Air Force Maj. Gen. Harry Raduege has been selected to take over as director of the Defense Information Systems Agency and manager of the National Communications System, the Pentagon announced yesterday.
Key Issues GAO on F-35 SLCM-N program office PrSM funding
Air Force Maj. Gen. Harry Raduege has been selected to take over as director of the Defense Information Systems Agency and manager of the National Communications System, the Pentagon announced yesterday.
A bipartisan group of five senior House lawmakers yesterday told Senate Majority Leader Trent Lott (R-MS) they oppose his plan to fold the $12.8 billion fiscal year 2000 supplemental spending bill into the FY-01 defense appropriations bill, arguing such a strategy will negative impact U.S. military readiness.
Critical Pentagon programs are at risk of security compromises because the Defense Department lacks a means of prioritizing investigations of officials who require access to classified information, according to the DOD inspector general.
The chairman of a key House oversight panel says he has yet to see "a desire" from the public and private space launch sectors to make significant improvements in U.S. launch operations, a shortcoming that suggests the series of costly space launch mishaps that occurred in 1998 and 1999 "could happen again."
The White House yesterday blasted Senate Majority Leader Trent Lott (R-MS) for delaying consideration of the $12.7 billion fiscal year 2000 supplemental appropriations bill, saying it would harm military readiness.
The National Missile Defense cost figure of $12.7 billion frequently cited by the Clinton administration is less than half the true life-cycle cost of the program, a senior Defense Department official confirmed today.
The United States has approved for sale to Egypt a surface-to-air version of Raytheon's Advanced Medium-Range Air-to-Air Missile, Defense Secretary William Cohen announced today in Cairo.
In a move aimed at strengthening its undersea warfare efforts, the Navy has closed the program executive office for undersea warfare and shifted its responsibilities to the program executive office for submarines.
The Defense Department announced today the establishment of the Defense Contract Management Agency, which will have responsibility for all DOD contract management.
Air Force investigators say pilot error was the cause of a C-130 aircraft crash in Kuwait last December that killed three people and injured seven.
The commander of the Army's missile defense programs said a sea-based national missile defense system -- being touted by senior Navy officials and a group of congressional and academic backers -- may not be as easily achieved as some press accounts have suggested.
The House and Senate versions of the congressional budget resolution include only a "small increase" to the Clinton administration's fiscal year 2001 defense spending request and could "severely constrain" funding for defense over the next 10 years, according to an analysis released yesterday by the Center for Strategic and Budgetary Assessments.
A Raytheon surface-to-air ship self-defense missile shot down a target drone earlier this month over New Mexico during its first guided flight test, the company announced yesterday.
Lt. Gen. John Costello, commander of the Army's Space and Missile Defense Command, said today he was "surprised" by Russia's use of ballistic missiles against Chechen rebels.
By a vote of 263-146, House lawmakers today approved a $12.7 billion supplemental spending bill for Kosovo, flood relief, and counternarcotics activities in Colombia and other source countries.
Defense Secretary William Cohen last night signed two new deployment orders sending an Army long-range reconnaissance company to Kosovo and 14 tanks to reinforce an armored company now stationed in Macedonia, Pentagon spokesman Ken Bacon said today.
Air Force Secretary F. Whitten Peters told a Senate committee yesterday that the cost of the C-17 airlifter will remain steady if the service is allowed to use money appropriated last year for a 15-aircraft buy, even though it will only purchase 12 planes in fiscal year 2001.
The Defense Department announced this week that the Army has awarded Raytheon Systems Co. a contract worth as much as $338.3 million for the production of Long-Range Scout Surveillance Systems.
Over the past four years the Marine Corps has seen dozens of EA-6B pilots leave the service because of an increasingly heavy workload and the lure of higher-paying jobs with commercial airlines.
Yesterday's tornado in downtown Fort Worth, TX, will delay take-off for the annual Army Aviation Association of America conference, organizers said this morning.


Each line that holds the string "users" counts once. Say how many such lines the entries have, giving the number only.

*** RECORDS SUPPLIED Section Begins ***

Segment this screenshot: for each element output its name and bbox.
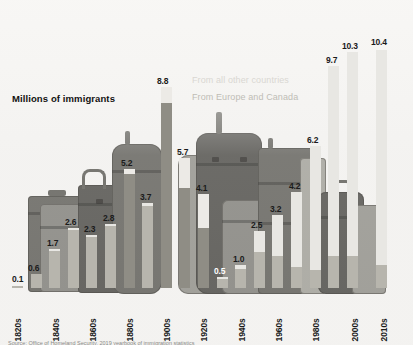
- x-axis-label-1940s: 1940s: [237, 318, 246, 341]
- bar-segment-euro-1960s: [272, 256, 283, 288]
- bar-value-1910s: 5.7: [177, 148, 188, 157]
- bar-value-1930s: 0.5: [214, 267, 225, 276]
- bar-segment-euro-1820s: [12, 286, 23, 288]
- bar-value-1880s: 5.2: [121, 159, 132, 168]
- bar-segment-other-1990s: [328, 66, 339, 256]
- bar-segment-other-1960s: [272, 215, 283, 256]
- bar-value-1820s: 0.1: [12, 275, 23, 284]
- bar-value-1990s: 9.7: [326, 56, 337, 65]
- bar-1910s[interactable]: [179, 158, 190, 288]
- bar-segment-euro-1970s: [291, 267, 302, 288]
- bar-segment-other-1980s: [310, 146, 321, 270]
- bar-1890s[interactable]: [142, 203, 153, 288]
- bar-1900s[interactable]: [161, 87, 172, 288]
- bar-value-1920s: 4.1: [196, 184, 207, 193]
- bar-segment-euro-1980s: [310, 270, 321, 288]
- bar-value-1860s: 2.3: [84, 225, 95, 234]
- bar-1960s[interactable]: [272, 215, 283, 288]
- bar-segment-other-1920s: [198, 194, 209, 228]
- bar-1930s[interactable]: [217, 277, 228, 288]
- bar-value-1950s: 2.5: [251, 221, 262, 230]
- bar-value-1970s: 4.2: [289, 182, 300, 191]
- bar-1820s[interactable]: [12, 286, 23, 288]
- bar-segment-euro-1840s: [49, 251, 60, 288]
- bar-segment-other-1910s: [179, 158, 190, 188]
- bar-segment-euro-1850s: [68, 230, 79, 288]
- x-axis-label-2000s: 2000s: [350, 318, 359, 341]
- legend-item-europe-canada: From Europe and Canada: [192, 92, 298, 102]
- bar-segment-other-2010s: [376, 50, 387, 265]
- bar-segment-euro-1920s: [198, 228, 209, 288]
- chart-plot-area: Millions of immigrants From all other co…: [0, 0, 413, 345]
- bar-1990s[interactable]: [328, 66, 339, 288]
- bar-value-1830s: 0.6: [28, 264, 39, 273]
- bar-1940s[interactable]: [235, 265, 246, 288]
- bar-value-1870s: 2.8: [103, 214, 114, 223]
- chart-title: Millions of immigrants: [12, 93, 115, 104]
- bar-value-1940s: 1.0: [233, 255, 244, 264]
- bar-value-1840s: 1.7: [47, 239, 58, 248]
- x-axis-label-1840s: 1840s: [51, 318, 60, 341]
- bar-segment-euro-1910s: [179, 188, 190, 288]
- bar-1980s[interactable]: [310, 146, 321, 288]
- bar-2000s[interactable]: [347, 52, 358, 288]
- bar-value-2000s: 10.3: [342, 42, 358, 51]
- bar-segment-euro-1870s: [105, 226, 116, 288]
- bar-1840s[interactable]: [49, 249, 60, 288]
- x-axis-label-1900s: 1900s: [163, 318, 172, 341]
- bar-1950s[interactable]: [254, 231, 265, 288]
- bar-segment-other-1900s: [161, 87, 172, 103]
- bar-1970s[interactable]: [291, 192, 302, 288]
- bar-value-1850s: 2.6: [65, 218, 76, 227]
- x-axis-label-1960s: 1960s: [274, 318, 283, 341]
- bar-1830s[interactable]: [31, 274, 42, 288]
- bar-segment-other-1950s: [254, 231, 265, 252]
- x-axis-label-1880s: 1880s: [125, 318, 134, 341]
- bar-segment-euro-1860s: [86, 237, 97, 288]
- immigration-bar-chart-figure: Millions of immigrants From all other co…: [0, 0, 413, 345]
- bar-value-2010s: 10.4: [371, 38, 387, 47]
- legend-item-all-other-countries: From all other countries: [192, 75, 289, 85]
- bar-1860s[interactable]: [86, 235, 97, 288]
- x-axis-label-1920s: 1920s: [200, 318, 209, 341]
- bar-segment-euro-1940s: [235, 269, 246, 288]
- x-axis-label-2010s: 2010s: [380, 318, 389, 341]
- x-axis-label-1980s: 1980s: [311, 318, 320, 341]
- bar-segment-euro-1900s: [161, 103, 172, 288]
- bar-1920s[interactable]: [198, 194, 209, 288]
- chart-source-note: Source: Office of Homeland Security, 201…: [8, 340, 195, 345]
- bar-segment-euro-1890s: [142, 206, 153, 288]
- bar-value-1980s: 6.2: [307, 136, 318, 145]
- bar-segment-euro-1950s: [254, 252, 265, 288]
- bar-1880s[interactable]: [124, 169, 135, 288]
- bar-2010s[interactable]: [376, 50, 387, 288]
- bar-value-1960s: 3.2: [270, 205, 281, 214]
- x-axis-label-1860s: 1860s: [88, 318, 97, 341]
- bar-segment-euro-1930s: [217, 279, 228, 288]
- x-axis-label-1820s: 1820s: [14, 318, 23, 341]
- bar-1870s[interactable]: [105, 224, 116, 288]
- bar-segment-euro-1830s: [31, 274, 42, 288]
- bar-value-1890s: 3.7: [140, 193, 151, 202]
- bar-segment-other-2000s: [347, 52, 358, 256]
- bar-segment-euro-1990s: [328, 256, 339, 288]
- bar-segment-euro-2000s: [347, 256, 358, 288]
- bar-1850s[interactable]: [68, 228, 79, 288]
- bar-value-1900s: 8.8: [157, 77, 168, 86]
- bar-segment-euro-2010s: [376, 265, 387, 288]
- bar-segment-other-1970s: [291, 192, 302, 267]
- bar-segment-euro-1880s: [124, 174, 135, 288]
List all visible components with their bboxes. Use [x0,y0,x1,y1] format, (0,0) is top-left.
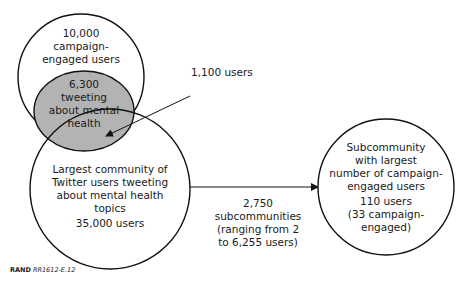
subcommunity-label: Subcommunity with largest number of camp… [326,141,446,234]
campaign-circle-label: 10,000 campaign- engaged users [31,27,131,66]
mental-health-subset-label: 6,300 tweeting about mental health [36,78,132,130]
overlap-annotation: 1,100 users [191,66,253,79]
largest-community-label: Largest community of Twitter users tweet… [40,163,180,230]
figure-credit: RAND RR1612-E.12 [10,266,75,274]
subcommunities-arrow-label: 2,750 subcommunities (ranging from 2 to … [198,197,318,249]
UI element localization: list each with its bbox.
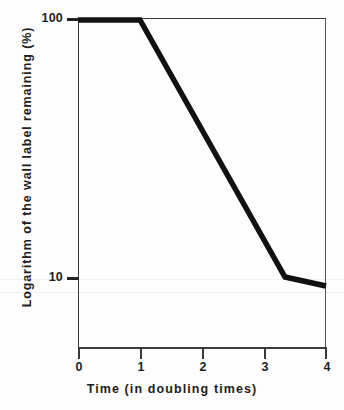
x-tick-4 [325, 348, 327, 359]
x-tick-label-2: 2 [188, 360, 218, 374]
x-tick-2 [202, 348, 204, 359]
x-tick-1 [140, 348, 142, 359]
x-tick-label-0: 0 [64, 360, 94, 374]
x-axis-title: Time (in doubling times) [0, 382, 344, 396]
y-tick-label-10: 10 [49, 270, 63, 284]
x-tick-label-4: 4 [312, 360, 342, 374]
x-tick-label-3: 3 [250, 360, 280, 374]
chart-figure: 0 1 2 3 4 100 10 Time (in doubling times… [0, 0, 344, 410]
y-tick-label-100: 100 [42, 11, 63, 25]
x-tick-3 [264, 348, 266, 359]
y-tick-10 [67, 277, 79, 280]
x-tick-label-1: 1 [126, 360, 156, 374]
y-axis-title: Logarithm of the wall label remaining (%… [20, 7, 34, 327]
y-tick-100 [67, 18, 79, 21]
plot-area [78, 18, 326, 348]
x-tick-0 [78, 348, 80, 359]
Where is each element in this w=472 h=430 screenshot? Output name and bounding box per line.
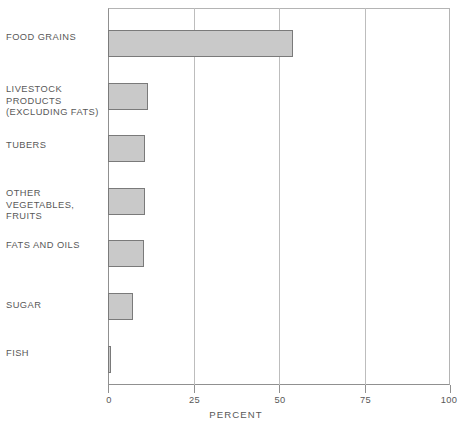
bar-food-grains — [108, 30, 293, 57]
xtick-100 — [450, 385, 451, 393]
bar-fish — [108, 346, 111, 373]
bar-fats-and-oils — [108, 240, 144, 267]
gridline-25 — [194, 8, 195, 385]
x-axis-title: PERCENT — [0, 409, 472, 420]
xtick-75 — [365, 385, 366, 393]
category-label-other-vegetables-fruits: OTHER VEGETABLES, FRUITS — [6, 188, 106, 223]
xtick-label-25: 25 — [189, 395, 200, 405]
category-label-food-grains: FOOD GRAINS — [6, 32, 106, 44]
bar-chart: FOOD GRAINS LIVESTOCK PRODUCTS (EXCLUDIN… — [0, 0, 472, 430]
xtick-50 — [279, 385, 280, 393]
xtick-25 — [194, 385, 195, 393]
category-label-fats-and-oils: FATS AND OILS — [6, 240, 106, 252]
gridline-50 — [279, 8, 280, 385]
bar-tubers — [108, 135, 145, 162]
xtick-label-100: 100 — [441, 395, 458, 405]
category-label-livestock-products: LIVESTOCK PRODUCTS (EXCLUDING FATS) — [6, 84, 106, 119]
category-label-tubers: TUBERS — [6, 140, 106, 152]
category-label-sugar: SUGAR — [6, 300, 106, 312]
xtick-label-75: 75 — [360, 395, 371, 405]
xtick-0 — [108, 385, 109, 393]
gridline-75 — [365, 8, 366, 385]
category-label-fish: FISH — [6, 348, 106, 360]
xtick-label-50: 50 — [274, 395, 285, 405]
xtick-label-0: 0 — [106, 395, 112, 405]
bar-other-vegetables-fruits — [108, 188, 145, 215]
bar-livestock-products — [108, 83, 148, 110]
bar-sugar — [108, 293, 133, 320]
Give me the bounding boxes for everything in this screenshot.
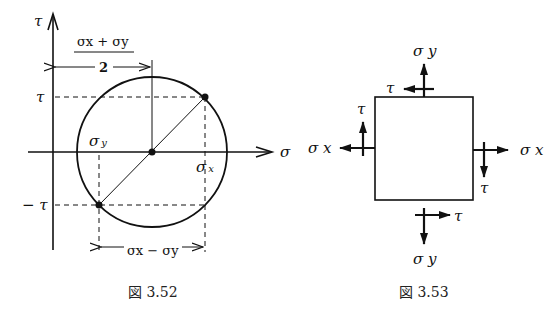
sigma-axis-label: σ: [280, 143, 291, 161]
diameter-formula: σx − σy: [127, 243, 179, 258]
top-normal-label: σ y: [413, 42, 437, 60]
tau-axis-label: τ: [34, 12, 43, 30]
diagram-canvas: σx + σy 2 σx − σy τ σ τ − τ σy σx 図 3.52…: [0, 0, 560, 321]
mohr-circle-figure: σx + σy 2 σx − σy τ σ τ − τ σy σx 図 3.52: [22, 12, 291, 300]
sigma-y-label: σy: [89, 132, 107, 150]
left-normal-label: σ x: [308, 139, 332, 157]
right-normal-label: σ x: [520, 141, 544, 159]
neg-tau-value-label: − τ: [22, 196, 48, 214]
point-y: [96, 202, 103, 209]
tau-value-label: τ: [36, 88, 45, 106]
sigma-x-label: σx: [196, 158, 214, 176]
left-shear-label: τ: [357, 100, 366, 118]
center-point: [149, 149, 156, 156]
point-x: [202, 94, 209, 101]
bottom-shear-label: τ: [454, 207, 463, 225]
top-shear-label: τ: [386, 79, 395, 97]
center-formula-denominator: 2: [99, 60, 108, 75]
right-shear-label: τ: [480, 179, 489, 197]
figure-353-caption: 図 3.53: [399, 284, 449, 300]
bottom-normal-label: σ y: [413, 250, 437, 268]
figure-352-caption: 図 3.52: [128, 284, 178, 300]
center-formula-numerator: σx + σy: [77, 34, 129, 49]
stress-element-figure: σ y τ σ x τ σ x τ σ y τ 図 3.53: [308, 42, 544, 300]
stress-element-square: [375, 97, 473, 200]
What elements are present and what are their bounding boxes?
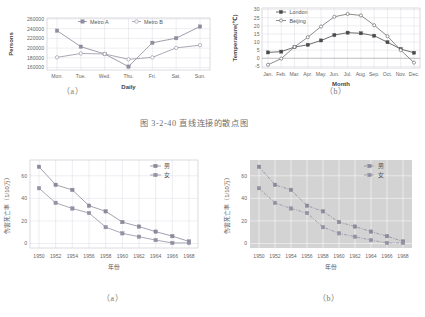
y-tick-label: 60 [241, 173, 247, 179]
x-tick-label: 1962 [349, 253, 360, 259]
x-axis-label: Daily [121, 84, 136, 90]
data-point-marker [401, 241, 405, 245]
chart-metro: 160000180000200000220000240000260000Mon.… [0, 0, 215, 100]
x-tick-label: 1968 [183, 253, 194, 259]
legend-label: Beijing [290, 18, 306, 24]
data-point-marker [337, 232, 341, 236]
legend-label: London [290, 9, 308, 15]
data-point-marker [368, 173, 372, 177]
data-point-marker [368, 164, 372, 168]
data-point-marker [373, 34, 376, 37]
data-point-marker [104, 210, 108, 214]
x-tick-label: Tue. [76, 73, 86, 79]
legend-label: 男 [378, 163, 384, 170]
x-tick-label: 1952 [50, 253, 61, 259]
data-point-marker [174, 46, 177, 49]
y-tick-label: 240000 [27, 26, 44, 32]
legend-label: 女 [378, 171, 384, 179]
x-tick-label: 1964 [365, 253, 376, 259]
x-axis-label: 年份 [325, 263, 337, 271]
data-point-marker [198, 25, 201, 28]
x-tick-label: Sun. [195, 73, 205, 79]
x-tick-label: Oct. [383, 71, 392, 77]
data-point-marker [104, 225, 108, 229]
y-axis-label: Temperature(℃) [232, 14, 238, 61]
x-tick-label: 1956 [83, 253, 94, 259]
subcaption-bottom-b: （b） [318, 292, 340, 303]
data-point-marker [257, 186, 261, 190]
subcaption-top-b: （b） [325, 85, 347, 96]
data-point-marker [373, 24, 376, 27]
y-tick-label: 10 [254, 39, 260, 45]
x-tick-label: 1966 [167, 253, 178, 259]
data-point-marker [359, 14, 362, 17]
chart-injury-mortality-a: 0204060195019521954195619581960196219641… [0, 152, 215, 280]
data-point-marker [305, 211, 309, 215]
data-point-marker [79, 52, 82, 55]
subcaption-top-a: （a） [62, 85, 83, 96]
y-tick-label: 30 [254, 6, 260, 12]
x-tick-label: Jul. [344, 71, 352, 77]
data-point-marker [385, 234, 389, 238]
data-point-marker [103, 52, 106, 55]
y-tick-label: 0 [244, 240, 247, 246]
x-tick-label: 1956 [301, 253, 312, 259]
data-point-marker [135, 20, 138, 23]
x-tick-label: Jan. [263, 71, 273, 77]
x-tick-label: 1950 [253, 253, 264, 259]
data-point-marker [79, 45, 82, 48]
x-tick-label: May. [316, 71, 327, 77]
x-tick-label: Dec. [409, 71, 419, 77]
x-tick-label: Mar. [290, 71, 300, 77]
data-point-marker [55, 56, 58, 59]
y-tick-label: 180000 [27, 55, 44, 61]
y-tick-label: 220000 [27, 35, 44, 41]
data-point-marker [369, 230, 373, 234]
data-point-marker [154, 164, 158, 168]
x-tick-label: Nov. [396, 71, 406, 77]
data-point-marker [305, 204, 309, 208]
y-tick-label: 5 [257, 47, 260, 53]
data-point-marker [198, 44, 201, 47]
data-point-marker [54, 183, 58, 187]
data-point-marker [71, 188, 75, 192]
data-point-marker [121, 220, 125, 224]
y-tick-label: 25 [254, 15, 260, 21]
data-point-marker [151, 41, 154, 44]
x-tick-label: 1964 [150, 253, 161, 259]
legend-label: 女 [164, 171, 170, 179]
data-point-marker [121, 232, 125, 236]
x-tick-label: Thu. [123, 73, 133, 79]
data-point-marker [37, 186, 41, 190]
x-tick-label: Sat. [172, 73, 181, 79]
y-tick-label: 0 [257, 55, 260, 61]
data-point-marker [55, 29, 58, 32]
x-tick-label: 1950 [33, 253, 44, 259]
x-tick-label: 1958 [100, 253, 111, 259]
figure-main-caption: 图 3-2-40 直线连接的散点图 [140, 116, 248, 128]
x-tick-label: 1954 [67, 253, 78, 259]
y-tick-label: 200000 [27, 45, 44, 51]
y-tick-label: 160000 [27, 64, 44, 70]
data-point-marker [280, 57, 283, 60]
data-point-marker [37, 165, 41, 169]
data-point-marker [266, 63, 269, 66]
figure-page: 160000180000200000220000240000260000Mon.… [0, 0, 425, 317]
data-point-marker [257, 165, 261, 169]
chart-injury-mortality-b-svg: 0204060195019521954195619581960196219641… [212, 152, 425, 280]
x-tick-label: 1966 [381, 253, 392, 259]
data-point-marker [137, 235, 141, 239]
x-tick-label: Jun. [330, 71, 340, 77]
data-point-marker [174, 36, 177, 39]
data-point-marker [412, 61, 415, 64]
data-point-marker [171, 234, 175, 238]
y-axis-label: 伤害死亡率（1/10万） [223, 174, 231, 233]
x-tick-label: 1958 [317, 253, 328, 259]
data-point-marker [386, 35, 389, 38]
data-point-marker [306, 36, 309, 39]
data-point-marker [289, 207, 293, 211]
x-tick-label: Mon. [51, 73, 62, 79]
x-tick-label: 1954 [285, 253, 296, 259]
y-tick-label: 40 [241, 195, 247, 201]
data-point-marker [171, 241, 175, 245]
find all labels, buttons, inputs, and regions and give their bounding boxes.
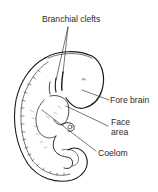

*** RECORDS SUPPLIED Section Ends ***

• [WRITTEN RESPONSE]
3